Allegheny County: Its Early History and Subsequent Development by Andrew Arnold Lambing

Allegheny County: Its Early History and Subsequent Development by Andrew Arnold Lambing

Author:Andrew Arnold Lambing [Lambing, Andrew Arnold]
Language: eng
Format: epub
Tags: Geschichte
Publisher: Jazzybee Verlag
Published: 2018-03-19T23:00:00+00:00


INDIAN WARS.

The settlement of the region north of the rivers was retarded from various causes, but mainly because of the Indian troubles During the Revolutionary war the state paid her troops in certificates, or "script," promising to provide for their redemption out of the public lauds. Acts of Assembly looking to this end were passed in 1780 and 1781. By Act of March 12, 1783, the region north of the rivers was divided into two sections by a line starting at the mouth of Mogulbughtition Creek, (Pine Creek, above Kittanuing), and running due west to the Ohio State line, passing a little south of New Castle. All south of that line were called "depreciation" lauds, and all north "donation" lands. The "script" had greatly depreciated, but it was received by the State at par value in payment of land in the Depreciation District. Donations were also made to the soldiers of lands in the Donation District.

At that time the lands were not surveyed nor the Indian title extinguished. That title was extinguished by the treaty of 1784; but delays occurred in the surveys by Indian hostilities.

The Indians of the Northwest, along the lakes from Buffalo to Detroit, and down to the Ohio river, as a general rule, took side with the English in our Revolutionary struggle, and, aided and encouraged by renegade whites, committed frightful barbarities upon the frontier settlements. These outrages were continued after the peace with England in 1783, and increased in extent and violence from 1790 to 1794.
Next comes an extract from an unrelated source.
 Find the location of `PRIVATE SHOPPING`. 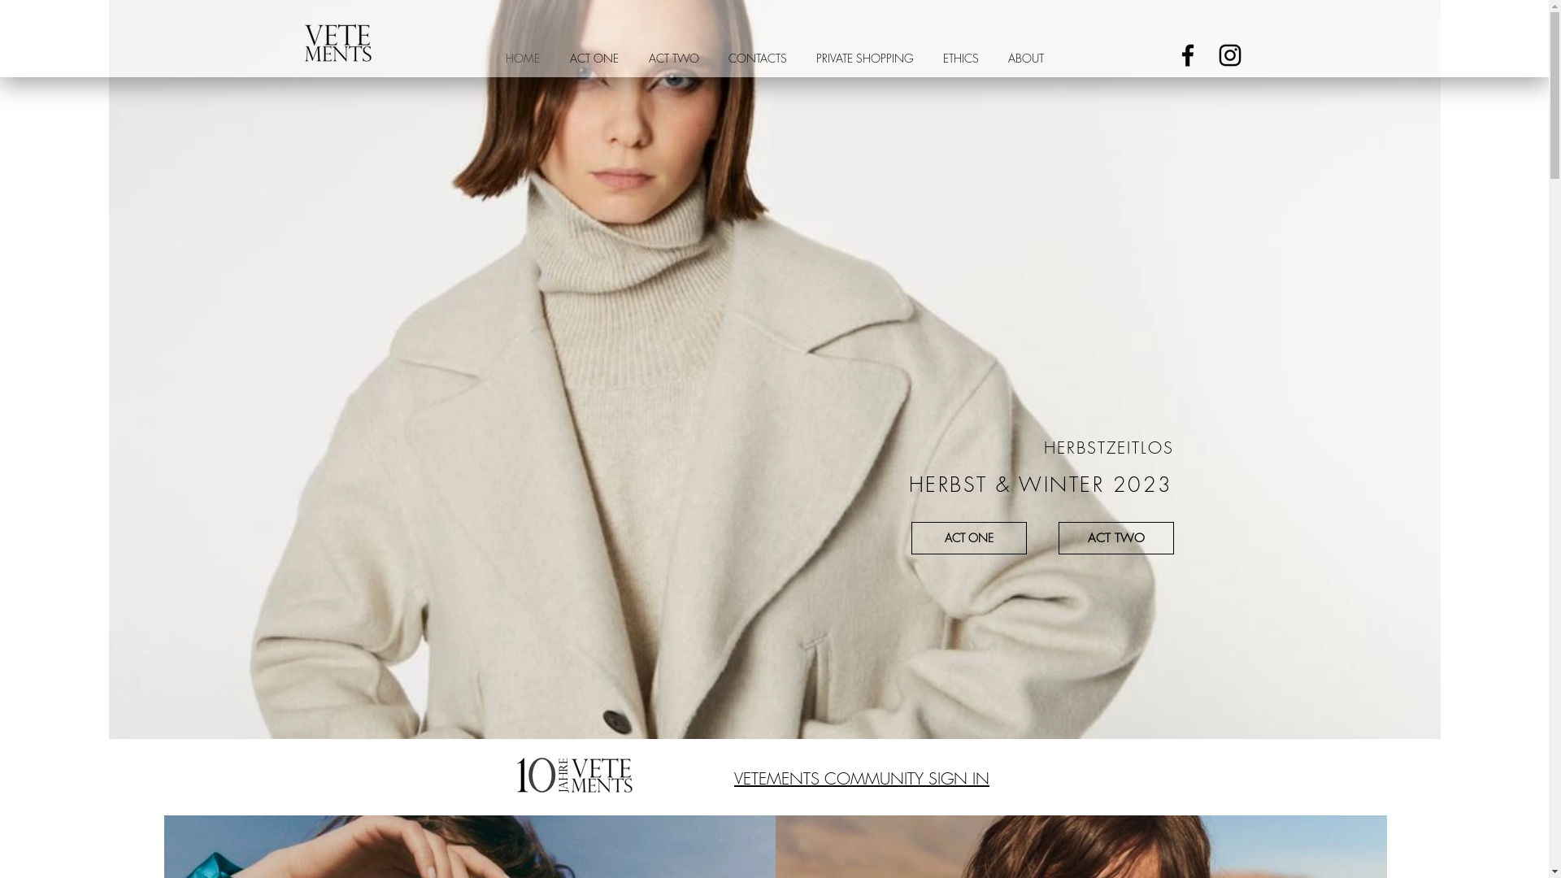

Three notorious Tories, Alexander McKee, Matthew Elliott and Simon Girty, who had lived at Fort Pitt and were familiar with the whole country, instigated and led on the Indians.

To check the Indian raids and chastise the savages, the United States government organized two expeditions, one under Gen. Josiah Harmar and the other under Gen. Charles Scott. The former, in the fall of 1790, with 1,400 men, regulars and militia, marched to the Maumee, and the latter, with 750 men, in the summer of 1791, marched to the Wabash. These expeditions ravaged the Indian country, destroying the crops and burning villages, but did not succeed in suppressing Indian raids; rather provoked them to greater outrages.

A more formidable expedition was then sent out under Gen. Arthur St. Clair. In April, 1791, troops, munitions, etc., were gathered at Pittsburg and sent down the river to Cincinnati, from which place St. Clair marched, in September, with 2,300 men for the headwaters of the Wabash. The troops were mainly militia, unaccustomed to discipline, insubordinate and demoralized, so that by desertions, etc., his army was reduced to about 1,400 when he reached the headwaters of the Wabash, on November 3, 1791. On the morning of the next day, November 4, the Indians attacked his camp and a bloody battle ensued, resulting in a loss, killed and wounded, of eight hundred and ninety-six men and sixty-eight officers—the most disastrous battle with the Indians since Braddock's defeat. The remnant of the army had to retreat, exposing the whole frontier of near a thousand miles to the merciless raids of the savages.